| Instructions to follow |
Each entry is to be output precisely as it appears.
=== Begin Enclosure ===
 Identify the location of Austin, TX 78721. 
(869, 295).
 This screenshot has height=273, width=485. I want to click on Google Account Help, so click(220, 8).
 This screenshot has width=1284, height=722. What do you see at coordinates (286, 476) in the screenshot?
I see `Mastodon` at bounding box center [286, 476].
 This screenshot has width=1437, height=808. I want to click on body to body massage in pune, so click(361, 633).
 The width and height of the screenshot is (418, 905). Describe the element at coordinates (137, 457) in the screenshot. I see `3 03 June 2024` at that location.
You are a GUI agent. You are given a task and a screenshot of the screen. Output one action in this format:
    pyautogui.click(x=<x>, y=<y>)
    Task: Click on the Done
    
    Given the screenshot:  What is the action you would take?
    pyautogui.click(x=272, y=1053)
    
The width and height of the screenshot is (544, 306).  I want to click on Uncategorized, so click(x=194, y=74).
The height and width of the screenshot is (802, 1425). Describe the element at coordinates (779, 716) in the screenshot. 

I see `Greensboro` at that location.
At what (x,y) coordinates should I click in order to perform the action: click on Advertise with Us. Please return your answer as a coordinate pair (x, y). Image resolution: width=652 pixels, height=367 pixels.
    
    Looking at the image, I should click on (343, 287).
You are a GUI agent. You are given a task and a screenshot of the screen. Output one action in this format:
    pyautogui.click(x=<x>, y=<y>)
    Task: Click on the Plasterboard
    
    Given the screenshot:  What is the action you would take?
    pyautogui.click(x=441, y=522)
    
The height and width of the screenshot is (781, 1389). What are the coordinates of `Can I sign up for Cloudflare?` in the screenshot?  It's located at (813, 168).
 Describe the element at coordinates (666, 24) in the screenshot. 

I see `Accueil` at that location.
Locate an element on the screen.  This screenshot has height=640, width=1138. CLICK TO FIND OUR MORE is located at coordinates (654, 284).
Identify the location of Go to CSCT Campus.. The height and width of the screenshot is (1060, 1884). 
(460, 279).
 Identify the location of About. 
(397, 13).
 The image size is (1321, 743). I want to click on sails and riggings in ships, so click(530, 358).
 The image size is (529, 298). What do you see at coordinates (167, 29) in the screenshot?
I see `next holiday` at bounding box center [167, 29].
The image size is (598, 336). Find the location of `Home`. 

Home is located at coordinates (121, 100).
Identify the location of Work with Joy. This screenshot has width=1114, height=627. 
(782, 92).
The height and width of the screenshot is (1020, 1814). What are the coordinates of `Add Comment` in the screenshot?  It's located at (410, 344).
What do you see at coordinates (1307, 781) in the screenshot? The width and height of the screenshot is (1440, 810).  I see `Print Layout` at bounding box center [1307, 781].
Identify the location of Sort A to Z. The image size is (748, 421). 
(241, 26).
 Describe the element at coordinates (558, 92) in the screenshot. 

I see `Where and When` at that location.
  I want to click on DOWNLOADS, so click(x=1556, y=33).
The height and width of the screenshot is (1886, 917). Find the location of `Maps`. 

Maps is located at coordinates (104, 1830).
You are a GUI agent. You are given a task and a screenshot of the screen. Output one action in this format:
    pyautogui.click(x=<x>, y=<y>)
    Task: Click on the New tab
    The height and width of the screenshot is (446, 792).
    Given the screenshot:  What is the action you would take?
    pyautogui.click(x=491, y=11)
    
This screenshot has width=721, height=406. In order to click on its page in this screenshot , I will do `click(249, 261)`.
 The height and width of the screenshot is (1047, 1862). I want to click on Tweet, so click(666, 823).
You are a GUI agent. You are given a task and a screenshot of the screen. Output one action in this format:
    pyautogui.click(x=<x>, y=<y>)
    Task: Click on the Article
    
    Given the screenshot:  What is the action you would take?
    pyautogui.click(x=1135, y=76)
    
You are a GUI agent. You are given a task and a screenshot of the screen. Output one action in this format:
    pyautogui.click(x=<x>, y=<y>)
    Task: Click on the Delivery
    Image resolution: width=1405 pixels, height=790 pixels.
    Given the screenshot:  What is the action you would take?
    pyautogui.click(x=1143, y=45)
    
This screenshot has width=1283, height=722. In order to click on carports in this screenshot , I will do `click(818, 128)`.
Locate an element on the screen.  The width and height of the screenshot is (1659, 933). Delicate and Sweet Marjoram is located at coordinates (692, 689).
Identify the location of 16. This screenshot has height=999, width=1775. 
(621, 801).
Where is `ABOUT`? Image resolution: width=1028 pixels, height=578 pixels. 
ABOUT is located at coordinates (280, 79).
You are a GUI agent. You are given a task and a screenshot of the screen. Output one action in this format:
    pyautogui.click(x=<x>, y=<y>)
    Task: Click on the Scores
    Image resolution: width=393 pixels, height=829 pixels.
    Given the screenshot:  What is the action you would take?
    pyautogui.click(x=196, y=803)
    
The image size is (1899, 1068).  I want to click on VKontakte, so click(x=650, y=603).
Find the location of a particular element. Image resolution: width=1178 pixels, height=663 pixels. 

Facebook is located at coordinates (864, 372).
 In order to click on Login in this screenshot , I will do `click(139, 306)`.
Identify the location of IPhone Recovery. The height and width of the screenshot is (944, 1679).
=== End Enclosure ===
| Solved exercise |
 Identify the location of Austin, TX 78721. 
(869, 295).
 This screenshot has height=273, width=485. I want to click on Google Account Help, so click(220, 8).
 This screenshot has width=1284, height=722. What do you see at coordinates (286, 476) in the screenshot?
I see `Mastodon` at bounding box center [286, 476].
 This screenshot has width=1437, height=808. I want to click on body to body massage in pune, so click(361, 633).
 The width and height of the screenshot is (418, 905). Describe the element at coordinates (137, 457) in the screenshot. I see `3 03 June 2024` at that location.
You are a GUI agent. You are given a task and a screenshot of the screen. Output one action in this format:
    pyautogui.click(x=<x>, y=<y>)
    Task: Click on the Done
    
    Given the screenshot:  What is the action you would take?
    pyautogui.click(x=272, y=1053)
    
The width and height of the screenshot is (544, 306).  I want to click on Uncategorized, so click(x=194, y=74).
The height and width of the screenshot is (802, 1425). Describe the element at coordinates (779, 716) in the screenshot. 

I see `Greensboro` at that location.
At what (x,y) coordinates should I click in order to perform the action: click on Advertise with Us. Please return your answer as a coordinate pair (x, y). Image resolution: width=652 pixels, height=367 pixels.
    
    Looking at the image, I should click on (343, 287).
You are a GUI agent. You are given a task and a screenshot of the screen. Output one action in this format:
    pyautogui.click(x=<x>, y=<y>)
    Task: Click on the Plasterboard
    
    Given the screenshot:  What is the action you would take?
    pyautogui.click(x=441, y=522)
    
The height and width of the screenshot is (781, 1389). What are the coordinates of `Can I sign up for Cloudflare?` in the screenshot?  It's located at (813, 168).
 Describe the element at coordinates (666, 24) in the screenshot. 

I see `Accueil` at that location.
Locate an element on the screen.  This screenshot has height=640, width=1138. CLICK TO FIND OUR MORE is located at coordinates (654, 284).
Identify the location of Go to CSCT Campus.. The height and width of the screenshot is (1060, 1884). 
(460, 279).
 Identify the location of About. 
(397, 13).
 The image size is (1321, 743). I want to click on sails and riggings in ships, so click(530, 358).
 The image size is (529, 298). What do you see at coordinates (167, 29) in the screenshot?
I see `next holiday` at bounding box center [167, 29].
The image size is (598, 336). Find the location of `Home`. 

Home is located at coordinates (121, 100).
Identify the location of Work with Joy. This screenshot has width=1114, height=627. 
(782, 92).
The height and width of the screenshot is (1020, 1814). What are the coordinates of `Add Comment` in the screenshot?  It's located at (410, 344).
What do you see at coordinates (1307, 781) in the screenshot? The width and height of the screenshot is (1440, 810).  I see `Print Layout` at bounding box center [1307, 781].
Identify the location of Sort A to Z. The image size is (748, 421). 
(241, 26).
 Describe the element at coordinates (558, 92) in the screenshot. 

I see `Where and When` at that location.
  I want to click on DOWNLOADS, so click(x=1556, y=33).
The height and width of the screenshot is (1886, 917). Find the location of `Maps`. 

Maps is located at coordinates (104, 1830).
You are a GUI agent. You are given a task and a screenshot of the screen. Output one action in this format:
    pyautogui.click(x=<x>, y=<y>)
    Task: Click on the New tab
    The height and width of the screenshot is (446, 792).
    Given the screenshot:  What is the action you would take?
    pyautogui.click(x=491, y=11)
    
This screenshot has width=721, height=406. In order to click on its page in this screenshot , I will do `click(249, 261)`.
 The height and width of the screenshot is (1047, 1862). I want to click on Tweet, so click(666, 823).
You are a GUI agent. You are given a task and a screenshot of the screen. Output one action in this format:
    pyautogui.click(x=<x>, y=<y>)
    Task: Click on the Article
    
    Given the screenshot:  What is the action you would take?
    pyautogui.click(x=1135, y=76)
    
You are a GUI agent. You are given a task and a screenshot of the screen. Output one action in this format:
    pyautogui.click(x=<x>, y=<y>)
    Task: Click on the Delivery
    Image resolution: width=1405 pixels, height=790 pixels.
    Given the screenshot:  What is the action you would take?
    pyautogui.click(x=1143, y=45)
    
This screenshot has width=1283, height=722. In order to click on carports in this screenshot , I will do `click(818, 128)`.
Locate an element on the screen.  The width and height of the screenshot is (1659, 933). Delicate and Sweet Marjoram is located at coordinates (692, 689).
Identify the location of 16. This screenshot has height=999, width=1775. 
(621, 801).
Where is `ABOUT`? Image resolution: width=1028 pixels, height=578 pixels. 
ABOUT is located at coordinates (280, 79).
You are a GUI agent. You are given a task and a screenshot of the screen. Output one action in this format:
    pyautogui.click(x=<x>, y=<y>)
    Task: Click on the Scores
    Image resolution: width=393 pixels, height=829 pixels.
    Given the screenshot:  What is the action you would take?
    pyautogui.click(x=196, y=803)
    
The image size is (1899, 1068).  I want to click on VKontakte, so click(x=650, y=603).
Find the location of a particular element. Image resolution: width=1178 pixels, height=663 pixels. 

Facebook is located at coordinates (864, 372).
 In order to click on Login in this screenshot , I will do `click(139, 306)`.
Identify the location of IPhone Recovery. The height and width of the screenshot is (944, 1679).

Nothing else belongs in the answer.